Originally Posted by
1900luxuryliner
Lakes:
-1 hour, 45 minutes for DEN, to show time/ check-in
-1 hour all other cities
-No long call
-10 days off, with 3 sets of 3 days off, and 3 inviolable days.
-14 hours of reserve per day, most often 0800-2200
-Average reserve pilot doesn't fly much on the FO side, these days. I've heard as low as 15 hours, and as high as 50 hours. Captain's side flies a lot more on reserve.
-Hot reserve is 8 hours. I always did 0800-1600 back when I was on FO reserve.
-Hot reserve normally happens a few days per month on a reserve schedule. I never did it more than once per week, and averaged maybe once or twice per month.
-No reserve built into lines, that I know of.
-75 hour guarantee
-Reserve calls not seniority-based. One scheduler told me it's basically alphabetical order.
-If you're a senior FO, and bid reserve, you probably won't get called much, as they need to consolidate the junior FOs (100 hours in 90 days), or they need to take their checkride again. This comes in handy for upgrade studying.
So I just got my first high speed last night on reserve here at Lakes. It was scheduled for 1453 of duty but apparently they can schedule us up to 15 on high speeds.
Question though...at my last airline if I remember correctly, our duty time started when we started our reserve day. So if we started reserve at 8am and got called out at 8pm, we'd been on duty 12 hours already so a high speed would not have been possible. So is that not how it works here? We're not on duty until our report time? Is it that way at a lot of other places too? I have another high speed on Friday. I start reserve at 10am Friday, fly that night and Saturday morning and get back almost 24 hours after starting reserve on Friday. How is any of this crap legal?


### Exercise requirements:
Only lines holding "start" are wanted; copy each of them from the records below.

### Excerpted data:
# # # # # # #

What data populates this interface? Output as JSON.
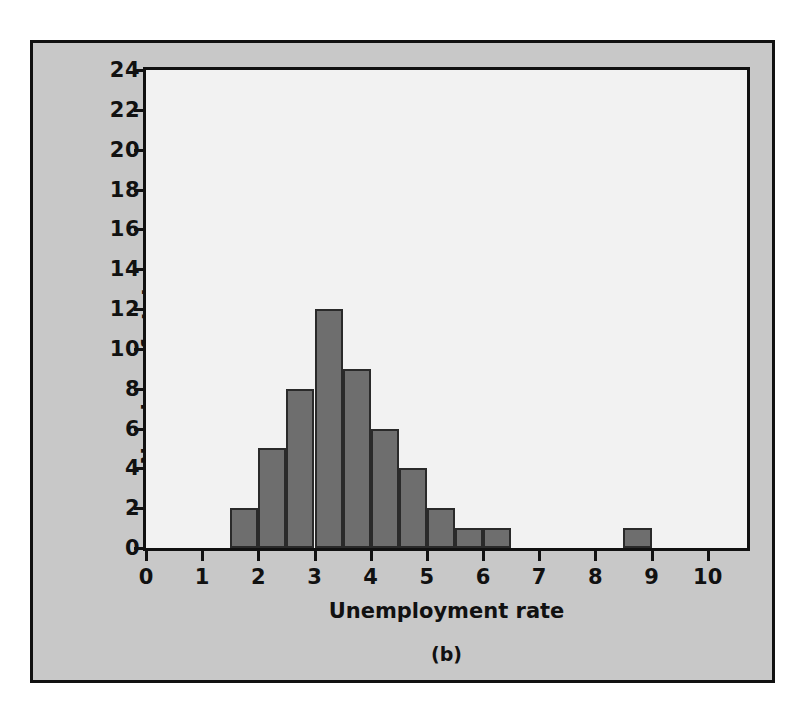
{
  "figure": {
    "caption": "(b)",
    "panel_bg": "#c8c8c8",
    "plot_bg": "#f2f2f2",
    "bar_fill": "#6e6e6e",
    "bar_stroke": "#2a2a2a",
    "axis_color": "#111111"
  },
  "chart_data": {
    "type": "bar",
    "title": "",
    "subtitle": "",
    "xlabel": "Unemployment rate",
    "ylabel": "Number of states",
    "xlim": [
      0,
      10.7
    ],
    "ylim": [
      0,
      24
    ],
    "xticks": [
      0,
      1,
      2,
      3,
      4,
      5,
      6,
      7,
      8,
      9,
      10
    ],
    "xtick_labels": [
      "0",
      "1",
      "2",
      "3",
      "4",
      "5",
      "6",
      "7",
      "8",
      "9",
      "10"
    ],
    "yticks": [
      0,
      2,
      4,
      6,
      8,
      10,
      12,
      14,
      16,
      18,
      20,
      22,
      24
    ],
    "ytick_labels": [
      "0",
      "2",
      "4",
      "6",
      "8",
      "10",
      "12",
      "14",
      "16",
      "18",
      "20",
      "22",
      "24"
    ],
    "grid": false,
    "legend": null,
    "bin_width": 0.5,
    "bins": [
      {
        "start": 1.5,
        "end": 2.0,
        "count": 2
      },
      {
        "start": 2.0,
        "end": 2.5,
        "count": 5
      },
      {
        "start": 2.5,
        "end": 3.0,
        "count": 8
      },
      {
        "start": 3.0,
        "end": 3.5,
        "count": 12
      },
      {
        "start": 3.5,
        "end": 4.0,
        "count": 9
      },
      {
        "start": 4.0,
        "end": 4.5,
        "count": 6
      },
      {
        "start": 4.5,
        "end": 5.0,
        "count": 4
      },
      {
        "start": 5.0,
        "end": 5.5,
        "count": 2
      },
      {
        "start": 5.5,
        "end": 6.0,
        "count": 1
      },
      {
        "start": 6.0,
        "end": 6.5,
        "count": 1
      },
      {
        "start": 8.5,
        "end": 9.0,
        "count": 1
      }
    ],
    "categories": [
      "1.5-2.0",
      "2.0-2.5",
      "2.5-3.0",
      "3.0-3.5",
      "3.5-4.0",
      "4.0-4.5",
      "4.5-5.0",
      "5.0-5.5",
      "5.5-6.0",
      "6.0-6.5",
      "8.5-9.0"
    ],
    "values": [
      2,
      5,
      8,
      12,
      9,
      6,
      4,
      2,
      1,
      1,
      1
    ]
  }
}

# # # # # # #

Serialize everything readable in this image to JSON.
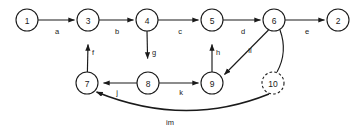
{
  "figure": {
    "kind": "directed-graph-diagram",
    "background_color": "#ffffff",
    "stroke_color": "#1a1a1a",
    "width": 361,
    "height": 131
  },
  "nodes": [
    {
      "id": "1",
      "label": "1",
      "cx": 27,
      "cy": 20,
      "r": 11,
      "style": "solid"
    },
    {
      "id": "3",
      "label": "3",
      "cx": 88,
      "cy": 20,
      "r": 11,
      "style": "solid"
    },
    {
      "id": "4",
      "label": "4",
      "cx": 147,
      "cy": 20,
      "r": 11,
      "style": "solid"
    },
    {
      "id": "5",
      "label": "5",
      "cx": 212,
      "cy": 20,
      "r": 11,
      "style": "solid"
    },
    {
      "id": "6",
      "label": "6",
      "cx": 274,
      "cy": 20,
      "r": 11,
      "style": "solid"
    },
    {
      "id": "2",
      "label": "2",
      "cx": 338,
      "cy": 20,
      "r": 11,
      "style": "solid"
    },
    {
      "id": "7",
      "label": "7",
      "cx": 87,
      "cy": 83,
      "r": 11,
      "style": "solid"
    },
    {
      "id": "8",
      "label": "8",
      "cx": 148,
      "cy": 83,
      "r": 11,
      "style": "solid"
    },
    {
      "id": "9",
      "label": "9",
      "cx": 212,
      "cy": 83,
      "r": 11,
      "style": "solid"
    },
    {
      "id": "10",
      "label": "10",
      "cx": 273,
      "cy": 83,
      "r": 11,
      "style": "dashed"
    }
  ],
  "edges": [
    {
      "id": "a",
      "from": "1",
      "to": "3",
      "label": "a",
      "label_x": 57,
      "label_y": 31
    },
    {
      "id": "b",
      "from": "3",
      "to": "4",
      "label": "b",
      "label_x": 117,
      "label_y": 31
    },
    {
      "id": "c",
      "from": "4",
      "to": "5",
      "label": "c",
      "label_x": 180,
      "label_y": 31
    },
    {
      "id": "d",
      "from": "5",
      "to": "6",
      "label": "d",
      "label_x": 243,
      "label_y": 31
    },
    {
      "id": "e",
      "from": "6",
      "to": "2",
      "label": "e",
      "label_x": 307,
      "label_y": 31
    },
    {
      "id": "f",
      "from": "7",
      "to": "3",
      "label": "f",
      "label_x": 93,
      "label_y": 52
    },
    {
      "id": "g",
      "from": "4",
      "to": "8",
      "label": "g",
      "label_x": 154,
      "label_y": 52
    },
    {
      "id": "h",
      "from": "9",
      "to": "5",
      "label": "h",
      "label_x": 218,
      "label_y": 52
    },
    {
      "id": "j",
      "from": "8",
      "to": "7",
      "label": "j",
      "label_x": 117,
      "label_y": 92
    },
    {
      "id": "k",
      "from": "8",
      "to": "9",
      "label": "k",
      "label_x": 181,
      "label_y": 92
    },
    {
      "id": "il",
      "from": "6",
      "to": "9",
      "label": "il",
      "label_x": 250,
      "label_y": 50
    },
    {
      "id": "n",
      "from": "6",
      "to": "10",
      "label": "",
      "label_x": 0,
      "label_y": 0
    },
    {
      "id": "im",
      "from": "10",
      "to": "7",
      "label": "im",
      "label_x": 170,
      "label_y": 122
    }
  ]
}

# # # # # # #

### Answer:
        "start": 1.5,
        "start": 2.0,
        "start": 2.5,
        "start": 3.0,
        "start": 3.5,
        "start": 4.0,
        "start": 4.5,
        "start": 5.0,
        "start": 5.5,
        "start": 6.0,
        "start": 8.5,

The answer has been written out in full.